But it’s not back to pre-Covid levels
The student experience survey for 2021 records a lift in overall satisfaction from 69 per cent in 2020 to 73 per cent in 2021. However this was still significantly lower than 78 – 80 per cent range recorded in pre-Covid surveys.
And international students continue more dissatisfied than locals. While internationals’ satisfaction lifted in ‘21, overall it is 7 per cent lower than locals in the 2021 survey, same as in 2020, (the gap was 4 per cent in 2019).
The SES is based on all-institution surveys for the Commonwealth funded Quality Indicators for Learning and Teaching. It records results for UG and coursework PGs at HE providers.

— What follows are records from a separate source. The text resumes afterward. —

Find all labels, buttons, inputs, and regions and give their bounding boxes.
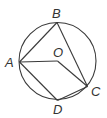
- label-o: O: [53, 45, 63, 60]
- segment-ab: [20, 23, 58, 63]
- segment-dc: [58, 87, 88, 101]
- geometry-figure: A B C D O: [0, 0, 107, 118]
- segment-ao: [20, 61, 58, 62]
- label-a: A: [4, 55, 14, 70]
- segment-oc: [58, 61, 88, 87]
- label-d: D: [53, 102, 62, 117]
- label-c: C: [91, 84, 101, 99]
- label-b: B: [52, 6, 61, 21]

Students did not mark institutions down on all attributes during the pandemic, “student support” was steady (74 per cent in 2019 and 2020) and 73 per cent in 2021.
However “learner engagement” fell from a 60 per cent positive in 2019 to 44 per cent in the first lock-down year, improving to 49 per cent in 2021. The lift in 2021 is due in part to commencing students recording higher satisfaction than continuing survey responders. This “may be due in part to a change in the expectations of commencing students entering higher education after the onset of the COVID-19 pandemic,” the QILT report states.

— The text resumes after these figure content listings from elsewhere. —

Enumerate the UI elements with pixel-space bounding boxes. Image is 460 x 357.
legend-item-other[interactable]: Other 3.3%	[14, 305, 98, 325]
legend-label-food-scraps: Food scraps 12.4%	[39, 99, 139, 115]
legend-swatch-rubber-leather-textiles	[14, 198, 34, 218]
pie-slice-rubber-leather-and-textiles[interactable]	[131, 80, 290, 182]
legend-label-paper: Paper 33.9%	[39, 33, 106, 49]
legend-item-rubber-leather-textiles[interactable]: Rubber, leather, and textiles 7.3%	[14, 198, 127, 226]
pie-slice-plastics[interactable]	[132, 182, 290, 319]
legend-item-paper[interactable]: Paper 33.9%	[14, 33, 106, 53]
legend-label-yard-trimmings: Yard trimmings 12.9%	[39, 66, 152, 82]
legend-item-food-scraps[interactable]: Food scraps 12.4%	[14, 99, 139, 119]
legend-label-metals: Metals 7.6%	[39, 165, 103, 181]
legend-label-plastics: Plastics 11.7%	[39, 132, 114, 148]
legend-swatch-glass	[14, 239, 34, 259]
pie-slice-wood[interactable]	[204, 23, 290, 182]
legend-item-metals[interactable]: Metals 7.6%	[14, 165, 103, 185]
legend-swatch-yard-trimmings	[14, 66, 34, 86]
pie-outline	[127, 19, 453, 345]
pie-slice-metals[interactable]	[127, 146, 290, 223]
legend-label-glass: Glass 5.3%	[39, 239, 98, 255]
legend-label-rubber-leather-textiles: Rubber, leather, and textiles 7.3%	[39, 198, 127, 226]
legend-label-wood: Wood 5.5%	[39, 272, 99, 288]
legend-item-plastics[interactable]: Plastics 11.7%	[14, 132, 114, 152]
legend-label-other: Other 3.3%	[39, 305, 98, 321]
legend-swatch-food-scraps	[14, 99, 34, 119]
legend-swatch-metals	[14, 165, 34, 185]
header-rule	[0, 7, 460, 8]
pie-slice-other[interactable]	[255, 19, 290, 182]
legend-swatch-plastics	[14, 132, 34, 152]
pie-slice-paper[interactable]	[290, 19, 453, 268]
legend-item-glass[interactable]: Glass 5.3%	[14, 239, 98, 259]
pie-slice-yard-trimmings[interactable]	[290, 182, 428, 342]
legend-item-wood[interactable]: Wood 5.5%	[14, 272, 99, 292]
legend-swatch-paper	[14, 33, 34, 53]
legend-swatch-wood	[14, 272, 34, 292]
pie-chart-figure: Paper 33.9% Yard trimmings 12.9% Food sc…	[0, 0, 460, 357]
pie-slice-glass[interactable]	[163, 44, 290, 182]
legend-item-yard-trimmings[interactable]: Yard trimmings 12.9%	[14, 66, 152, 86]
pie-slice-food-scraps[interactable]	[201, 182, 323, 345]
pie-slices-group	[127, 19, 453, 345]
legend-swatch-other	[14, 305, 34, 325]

Overall satisfaction scores: Only a couple of universities went backwards in 2021. Murdoch U and Uni New England both declined marginally. And some lifted significantly, including,
new u Avondale University which was up 7 per cent (to 87 per cent). Flinders U improved 70 to 78 per cent) Griffith U lifted just under 7 per cent (to 77 per cent) and Uni Queensland picked up, from 66 to 73 per cent. Uni Sunshine Coast improved by nearly 8 per cent (to 81 per cent).

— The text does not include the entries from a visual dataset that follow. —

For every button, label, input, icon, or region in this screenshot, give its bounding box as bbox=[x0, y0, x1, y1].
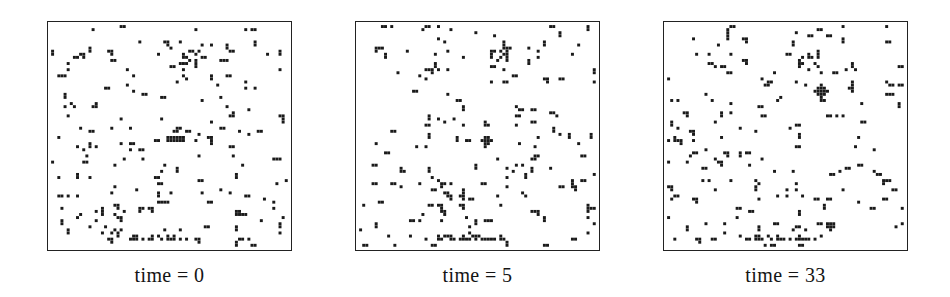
panel-group-time-0: time = 0 bbox=[47, 21, 292, 287]
lattice-panel-time-0 bbox=[47, 21, 292, 251]
panel-group-time-33: time = 33 bbox=[663, 21, 908, 287]
simulation-figure: time = 0 time = 5 time = 33 bbox=[0, 0, 950, 297]
lattice-cells-time-0 bbox=[48, 22, 291, 250]
lattice-cells-time-5 bbox=[356, 22, 599, 250]
panel-group-time-5: time = 5 bbox=[355, 21, 600, 287]
panel-caption-time-0: time = 0 bbox=[47, 263, 292, 287]
panel-caption-time-33: time = 33 bbox=[663, 263, 908, 287]
panel-caption-time-5: time = 5 bbox=[355, 263, 600, 287]
lattice-cells-time-33 bbox=[664, 22, 907, 250]
lattice-panel-time-5 bbox=[355, 21, 600, 251]
lattice-panel-time-33 bbox=[663, 21, 908, 251]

Monash U and Uni Melbourne both had terrible 2020 overall scores but recovered strongly on overall satisfaction in’21. MU improved from 60 per cent to 70 per cent and Uni M lifted from 52 to 63 per cent – although both remain below the national average.
In a much-needed improvement Uni Melbourne lifted on “learner engagement” from 34 per cent in 2020 to a still not great 43 per cent in 2021 (4 per cent under average).
The SES report suggests, “while institutions have been able to respond and adapt to some extent to the changed teaching and learning environment, challenges remain while on-campus learning and extracurricular activities continue to be curtailed due to the COVID-19 pandemic.”